Anthony G Williams
Greybeard
Dan Brown's The Da Vinci Code (TDVC) is probably one of the most famous and also the most notorious novels of the last decade. The former for its huge international sales success, the latter for the clunky writing style and the fact that the author pretended that some long-discredited theories about the basis of the Catholic religion were true. As I posted in my review of his 2009 book The Lost Symbol, "I read TDVC when it first came out, before all of the public furore, and while I didn't think much of the author's writing style I was intrigued by the plot. This was obviously a mixture of fact and fiction and had me guessing as to which was which. It seems it had the author guessing as well, since he took literally a fictional source, but that didn't hurt sales."
I watched, with rather mixed feelings, the film of TDVC shortly after its release. When it came up on TV recently I decided to give it another look. I won't comment on the religious and other controversies which accompanied both the book and the film, except to note that the principal character, symbologist Robert Langdon (Tom Hanks), displays a rather more sceptical attitude to the main plot elements than he does in the book. I also won't describe the plot - it's very well known, and anyone who doesn't know it can easily find a summary on the internet. Instead, I'll just concentrate on it as a piece of film-making.
It starts off rather badly in the Louvre, with a man receiving an eventually fatal gunshot wound. He survives for long enough to write a series of coded messages in various places (using an ink only visible in the ultraviolet), then undresses and decorates his body with symbols before finally expiring. I couldn't help wondering why, if he had so much time, he didn't just call an ambulance. That rather set the scene for the rest of the film, a series of more or less improbable set-pieces flying past with such speed that there was scarcely time for more of a response than an occasional "But…" or "Hang on a minute…".
To be fair, the film makers had a problem in that the book is just the same. Furthermore, they couldn't really miss much out without making the story even more confusing. They set themselves the impossible task of covering a long and action-packed novel within the time limitations of a single feature film. Even with a bladder-testing running length of 2.5 hours, this was nowhere near enough - they should have split it into at least two films (or a TV mini-series) which would have given them enough room to improve on the book by developing the characters beyond two dimensions.
Despite all of this, it is a just about watchable if decidedly frantic film (provided you keep hitting your "yes, but…" alter ego on the head) and I found the penultimate scene, in which the heroine (Audrey Tautou) discovers her origin, surprisingly moving.
(An extract from my SFF blog)
I watched, with rather mixed feelings, the film of TDVC shortly after its release. When it came up on TV recently I decided to give it another look. I won't comment on the religious and other controversies which accompanied both the book and the film, except to note that the principal character, symbologist Robert Langdon (Tom Hanks), displays a rather more sceptical attitude to the main plot elements than he does in the book. I also won't describe the plot - it's very well known, and anyone who doesn't know it can easily find a summary on the internet. Instead, I'll just concentrate on it as a piece of film-making.
It starts off rather badly in the Louvre, with a man receiving an eventually fatal gunshot wound. He survives for long enough to write a series of coded messages in various places (using an ink only visible in the ultraviolet), then undresses and decorates his body with symbols before finally expiring. I couldn't help wondering why, if he had so much time, he didn't just call an ambulance. That rather set the scene for the rest of the film, a series of more or less improbable set-pieces flying past with such speed that there was scarcely time for more of a response than an occasional "But…" or "Hang on a minute…".
To be fair, the film makers had a problem in that the book is just the same. Furthermore, they couldn't really miss much out without making the story even more confusing. They set themselves the impossible task of covering a long and action-packed novel within the time limitations of a single feature film. Even with a bladder-testing running length of 2.5 hours, this was nowhere near enough - they should have split it into at least two films (or a TV mini-series) which would have given them enough room to improve on the book by developing the characters beyond two dimensions.
Despite all of this, it is a just about watchable if decidedly frantic film (provided you keep hitting your "yes, but…" alter ego on the head) and I found the penultimate scene, in which the heroine (Audrey Tautou) discovers her origin, surprisingly moving.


_TASK ITEM_:
Out of the lines below, please list those that hold the string "Flywheel".

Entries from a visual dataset
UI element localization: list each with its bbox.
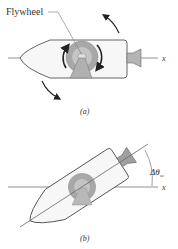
figure-a: Flywheel x (a) (6, 6, 166, 116)
flywheel-label: Flywheel (6, 6, 43, 17)
caption-a: (a) (80, 107, 90, 116)
thruster-icon-a (127, 49, 141, 67)
x-axis-label-b: x (161, 183, 166, 192)
body-rotation-arrow-bottom (42, 81, 58, 98)
x-axis-label-a: x (161, 54, 166, 63)
diagram-canvas: Flywheel x (a) Δθsc x (b) (0, 0, 178, 249)
caption-b: (b) (80, 234, 90, 243)
body-rotation-arrow-top (105, 16, 119, 33)
figure-b: Δθsc x (b) (8, 140, 166, 243)
tilted-axis-line-b (20, 144, 148, 227)
angle-label: Δθsc (149, 167, 165, 178)
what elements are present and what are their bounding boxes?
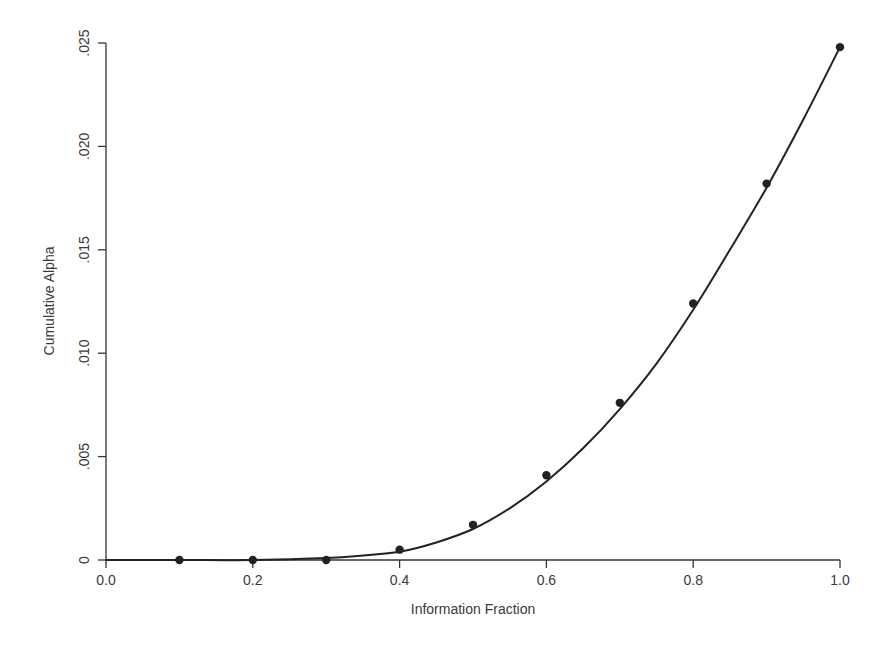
y-ticks: 0.005.010.015.020.025 [76,29,106,564]
y-axis-title: Cumulative Alpha [41,246,57,355]
data-point [762,179,770,187]
data-point [469,521,477,529]
y-tick-label: .010 [76,339,92,366]
data-point [616,399,624,407]
data-point [542,471,550,479]
data-point [322,556,330,564]
axes: 0.00.20.40.60.81.0 0.005.010.015.020.025 [76,29,850,588]
x-tick-label: 0.0 [96,572,116,588]
x-axis-title: Information Fraction [411,601,536,617]
y-tick-label: .025 [76,29,92,56]
y-tick-label: 0 [76,556,92,564]
data-point [175,556,183,564]
x-ticks: 0.00.20.40.60.81.0 [96,560,850,588]
x-tick-label: 1.0 [830,572,850,588]
spending-function-curve [106,47,840,560]
y-tick-label: .020 [76,133,92,160]
chart: 0.00.20.40.60.81.0 0.005.010.015.020.025… [0,0,894,648]
data-point [689,299,697,307]
x-tick-label: 0.8 [683,572,703,588]
y-tick-label: .015 [76,236,92,263]
data-point [395,545,403,553]
data-points [175,43,844,564]
x-tick-label: 0.6 [537,572,557,588]
y-tick-label: .005 [76,443,92,470]
data-point [836,43,844,51]
x-tick-label: 0.2 [243,572,263,588]
data-point [249,556,257,564]
x-tick-label: 0.4 [390,572,410,588]
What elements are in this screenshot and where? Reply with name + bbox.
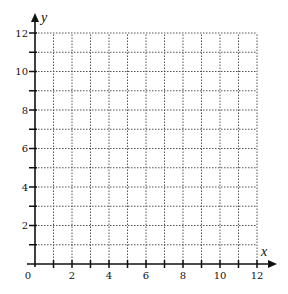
origin-label: 0 [25,270,31,281]
y-tick-label: 8 [22,105,28,116]
x-tick-label: 4 [106,270,112,281]
coordinate-grid-chart: 2468101224681012 x y 0 [0,0,288,294]
axis-ticks [29,33,257,268]
y-tick-label: 4 [22,182,28,193]
y-axis-label: y [39,10,48,25]
x-tick-label: 10 [214,270,227,281]
x-tick-label: 8 [180,270,186,281]
x-tick-label: 2 [69,270,75,281]
grid-lines [35,33,257,264]
y-tick-label: 10 [15,66,28,77]
axes [27,13,277,268]
x-tick-label: 12 [251,270,264,281]
tick-labels: 2468101224681012 [15,28,263,282]
y-tick-label: 2 [22,220,28,231]
x-tick-label: 6 [143,270,149,281]
y-tick-label: 12 [15,28,28,39]
y-tick-label: 6 [22,143,28,154]
x-axis-label: x [260,244,268,259]
y-axis-arrow-icon [31,13,39,22]
x-axis-arrow-icon [268,260,277,268]
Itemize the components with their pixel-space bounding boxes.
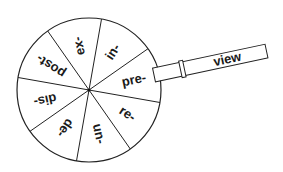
word-strip-body bbox=[153, 44, 268, 82]
word-strip: view bbox=[152, 43, 268, 84]
prefix-wheel-diagram: in- pre- re- un- de- dis- post- ex- view bbox=[0, 0, 283, 172]
wheel-center-pivot bbox=[87, 88, 90, 91]
strip-word-label: view bbox=[212, 48, 244, 69]
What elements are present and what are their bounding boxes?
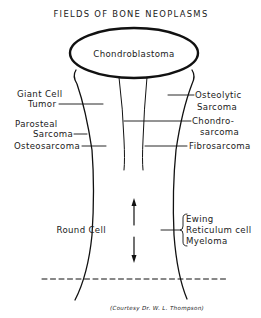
chondrosarcoma-label-line1: Chondro- <box>192 116 234 126</box>
ewing-label: Ewing <box>186 214 214 224</box>
giant-cell-label-line1: Giant Cell <box>17 89 62 99</box>
medullary-left-line <box>119 77 125 170</box>
metaphysis-left-wall <box>74 70 93 300</box>
parosteal-label-line1: Parosteal <box>15 119 58 129</box>
fibrosarcoma-label: Fibrosarcoma <box>189 141 251 151</box>
bone-neoplasm-diagram: FIELDS OF BONE NEOPLASMS Chondroblastoma… <box>0 0 261 318</box>
osteosarcoma-label: Osteosarcoma <box>14 141 80 151</box>
figure-title: FIELDS OF BONE NEOPLASMS <box>54 9 209 19</box>
arrow-up-icon <box>132 198 137 206</box>
arrow-down-icon <box>132 255 137 263</box>
metaphysis-right-wall <box>173 70 194 299</box>
round-cell-label: Round Cell <box>57 225 107 235</box>
chondrosarcoma-label-line2: sarcoma <box>200 127 239 137</box>
osteolytic-label-line1: Osteolytic <box>195 90 242 100</box>
giant-cell-label-line2: Tumor <box>27 99 56 109</box>
myeloma-label: Myeloma <box>186 236 228 246</box>
figure-credit: (Courtesy Dr. W. L. Thompson) <box>110 305 204 312</box>
chondroblastoma-label: Chondroblastoma <box>93 49 174 59</box>
osteolytic-label-line2: Sarcoma <box>197 102 237 112</box>
reticulum-cell-label: Reticulum cell <box>186 225 251 235</box>
parosteal-label-line2: Sarcoma <box>33 129 73 139</box>
medullary-right-line <box>143 77 148 170</box>
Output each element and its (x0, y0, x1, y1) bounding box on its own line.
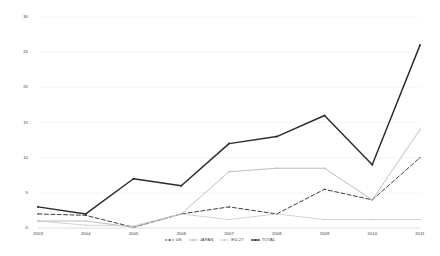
legend-swatch-icon (165, 238, 174, 242)
legend-swatch-icon (251, 238, 260, 242)
data-point (85, 224, 87, 226)
x-axis-tick-label: 2010 (359, 232, 385, 236)
legend-item-total[interactable]: TOTAL (251, 238, 276, 242)
data-point (133, 225, 135, 227)
line-chart: 051015202530 200320042005200620072008200… (0, 0, 440, 256)
legend-item-us[interactable]: US (165, 238, 182, 242)
x-axis-tick-label: 2011 (407, 232, 433, 236)
data-point (276, 136, 278, 138)
data-point (324, 219, 326, 221)
data-point (228, 219, 230, 221)
legend-item-label: US (176, 238, 182, 242)
legend-swatch-icon (189, 238, 198, 242)
data-point (37, 206, 39, 208)
data-point-markers (37, 44, 421, 228)
y-axis-tick-label: 10 (12, 156, 28, 160)
data-point (228, 206, 230, 208)
data-point (324, 167, 326, 169)
legend-item-label: JAPAN (200, 238, 214, 242)
data-point (324, 114, 326, 116)
data-point (228, 143, 230, 145)
data-point (419, 129, 421, 131)
data-point (133, 178, 135, 180)
legend-item-japan[interactable]: JAPAN (189, 238, 214, 242)
chart-legend: USJAPANEU-27TOTAL (0, 238, 440, 242)
legend-item-label: TOTAL (262, 238, 276, 242)
x-axis-tick-label: 2004 (73, 232, 99, 236)
legend-item-eu-27[interactable]: EU-27 (220, 238, 243, 242)
x-axis-tick-label: 2006 (168, 232, 194, 236)
y-axis-tick-label: 25 (12, 50, 28, 54)
y-axis-tick-label: 30 (12, 15, 28, 19)
gridlines (38, 17, 420, 228)
legend-item-label: EU-27 (231, 238, 243, 242)
data-point (372, 219, 374, 221)
y-axis-tick-label: 15 (12, 120, 28, 124)
y-axis-tick-label: 20 (12, 85, 28, 89)
data-point (276, 167, 278, 169)
chart-plot-area (0, 0, 440, 256)
data-point (133, 227, 135, 229)
data-point (180, 185, 182, 187)
legend-swatch-icon (220, 238, 229, 242)
data-point (37, 213, 39, 215)
x-axis-tick-label: 2007 (216, 232, 242, 236)
data-point (419, 44, 421, 46)
data-point (276, 213, 278, 215)
data-point (324, 189, 326, 191)
data-point (228, 171, 230, 173)
y-axis-tick-label: 0 (12, 226, 28, 230)
data-point (37, 220, 39, 222)
x-axis-tick-label: 2008 (264, 232, 290, 236)
data-point (419, 219, 421, 221)
data-point (419, 157, 421, 159)
x-axis-tick-label: 2009 (312, 232, 338, 236)
series-line-total (38, 45, 420, 214)
data-point (372, 199, 374, 201)
y-axis-tick-label: 5 (12, 191, 28, 195)
series-line-us (38, 158, 420, 228)
x-axis-tick-label: 2005 (121, 232, 147, 236)
data-point (181, 213, 183, 215)
data-point (371, 164, 373, 166)
data-series-group (38, 45, 420, 227)
x-axis-tick-label: 2003 (25, 232, 51, 236)
data-point (85, 220, 87, 222)
data-point (85, 213, 87, 215)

_OUTPUT OF THE EXERCISE_:
figure-a: Flywheel x (a) (6, 6, 166, 116)
flywheel-label: Flywheel (6, 6, 43, 17)
diagram-canvas: Flywheel x (a) Δθsc x (b) (0, 0, 178, 249)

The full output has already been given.